Aaron Sloman See text for reply address wrote:
Hi Aaron,
I'm mailing you directly rather than posting because I want to be sure I
don't have the wrong end of the stick.
> This made it fairly easy to define a procedure to read a file whose
> name has spaces into a Ved buffer, without altering any VED system
> files.
Your procedure is going to be immediately useful to people who are
suffering from the problem of spaces in names, but wouldn't it be good
to also fix the problem at source, i.e., in the system files?
Of course there are going to be people, e.g., students, who aren't in a
position to install a new system for themselves and will want to use
your procedure in the meantime, but in the long run, a separate
procedure for reading in files with spaces in their names would be an
extra piece of obscure lore for the new user to trip over.
From the (lack of) reaction to your original post, I would guess that
there are few if any people who make use of the multi file facility, so
it would probably be ok to make the possibility of spaces in names be
the default, and have a settable variable to give you the old behavior
(with a warning in the documentation that it is likely to be phased
out).
The only remark I have about your procedure is that it seems to prevent
the user from opening a new file with a space in the name. (I haven't
actually tried your code, just read it.)
;;; Check that the file exists
lvars filedev = readable(vedargument);
unless filedev then
vederror('FILE NOT FOUND: ' <> vedargument);
endunless;
With an ordinary space-free filename, if the file doesn't exist I get a
"new file" message on the command line, rather than an error message.
In the windows code that Robert Duncan wrote, it also seems to be
impossible to open a new file with spaces in the name from the command
line. Is there some deeper problem that makes this necessary?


§ **Task directions**:
Please return all of the records verbatim, with the pictures omitted.

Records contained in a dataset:
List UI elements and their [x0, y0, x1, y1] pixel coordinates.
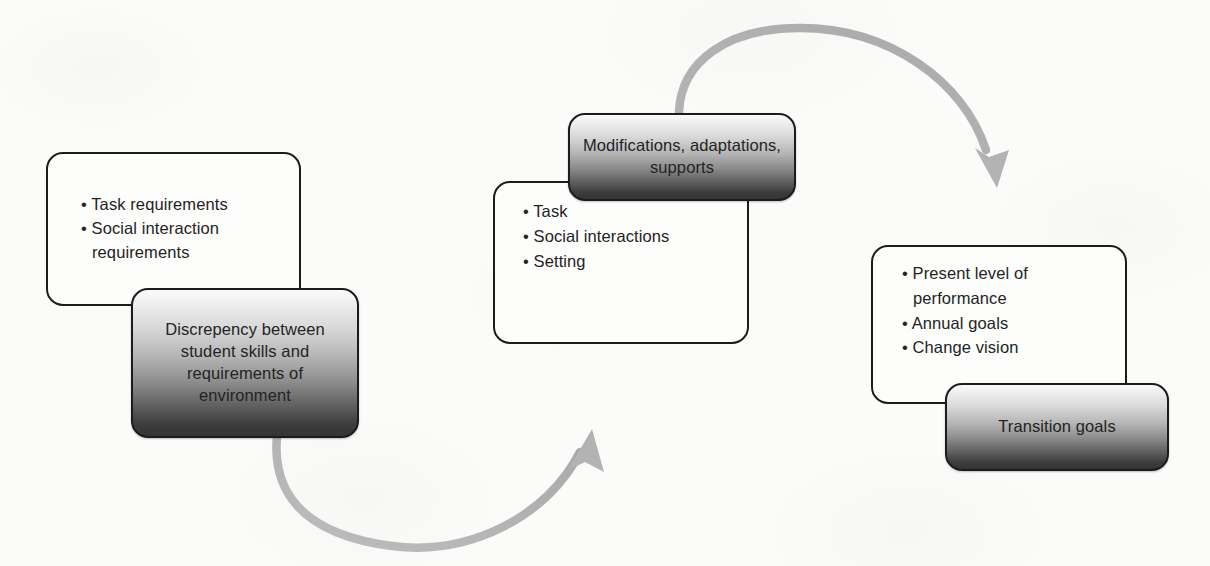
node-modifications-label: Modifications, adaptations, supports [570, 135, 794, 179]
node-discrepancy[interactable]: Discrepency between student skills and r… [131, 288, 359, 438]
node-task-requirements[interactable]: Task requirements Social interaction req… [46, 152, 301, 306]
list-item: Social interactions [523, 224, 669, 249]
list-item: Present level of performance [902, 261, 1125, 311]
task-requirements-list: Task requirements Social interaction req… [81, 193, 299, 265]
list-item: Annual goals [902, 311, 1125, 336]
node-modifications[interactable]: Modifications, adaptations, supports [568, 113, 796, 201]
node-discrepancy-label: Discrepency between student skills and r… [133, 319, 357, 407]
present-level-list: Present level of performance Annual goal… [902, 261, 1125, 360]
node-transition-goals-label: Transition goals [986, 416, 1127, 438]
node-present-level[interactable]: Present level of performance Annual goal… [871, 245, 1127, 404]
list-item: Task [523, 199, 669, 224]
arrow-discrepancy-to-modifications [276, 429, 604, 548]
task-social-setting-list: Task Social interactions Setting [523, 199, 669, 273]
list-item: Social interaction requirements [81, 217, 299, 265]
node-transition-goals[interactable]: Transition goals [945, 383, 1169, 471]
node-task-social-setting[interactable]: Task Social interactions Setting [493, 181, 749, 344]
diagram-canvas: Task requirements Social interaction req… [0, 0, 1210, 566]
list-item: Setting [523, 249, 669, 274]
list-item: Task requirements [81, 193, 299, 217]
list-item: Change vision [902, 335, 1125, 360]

§ **Result of this task**:
List UI elements and their [x0, y0, x1, y1] pixel coordinates.
node-modifications-label: Modifications, adaptations, supports [570, 135, 794, 179]
node-discrepancy[interactable]: Discrepency between student skills and r… [131, 288, 359, 438]
node-task-requirements[interactable]: Task requirements Social interaction req… [46, 152, 301, 306]
list-item: Social interactions [523, 224, 669, 249]
list-item: Present level of performance [902, 261, 1125, 311]
task-requirements-list: Task requirements Social interaction req… [81, 193, 299, 265]
list-item: Annual goals [902, 311, 1125, 336]
node-modifications[interactable]: Modifications, adaptations, supports [568, 113, 796, 201]
node-discrepancy-label: Discrepency between student skills and r… [133, 319, 357, 407]
present-level-list: Present level of performance Annual goal… [902, 261, 1125, 360]
node-transition-goals-label: Transition goals [986, 416, 1127, 438]
node-present-level[interactable]: Present level of performance Annual goal… [871, 245, 1127, 404]
list-item: Task [523, 199, 669, 224]
arrow-discrepancy-to-modifications [276, 429, 604, 548]
task-social-setting-list: Task Social interactions Setting [523, 199, 669, 273]
list-item: Social interaction requirements [81, 217, 299, 265]
node-transition-goals[interactable]: Transition goals [945, 383, 1169, 471]
node-task-social-setting[interactable]: Task Social interactions Setting [493, 181, 749, 344]
diagram-canvas: Task requirements Social interaction req… [0, 0, 1210, 566]
list-item: Setting [523, 249, 669, 274]
list-item: Task requirements [81, 193, 299, 217]
list-item: Change vision [902, 335, 1125, 360]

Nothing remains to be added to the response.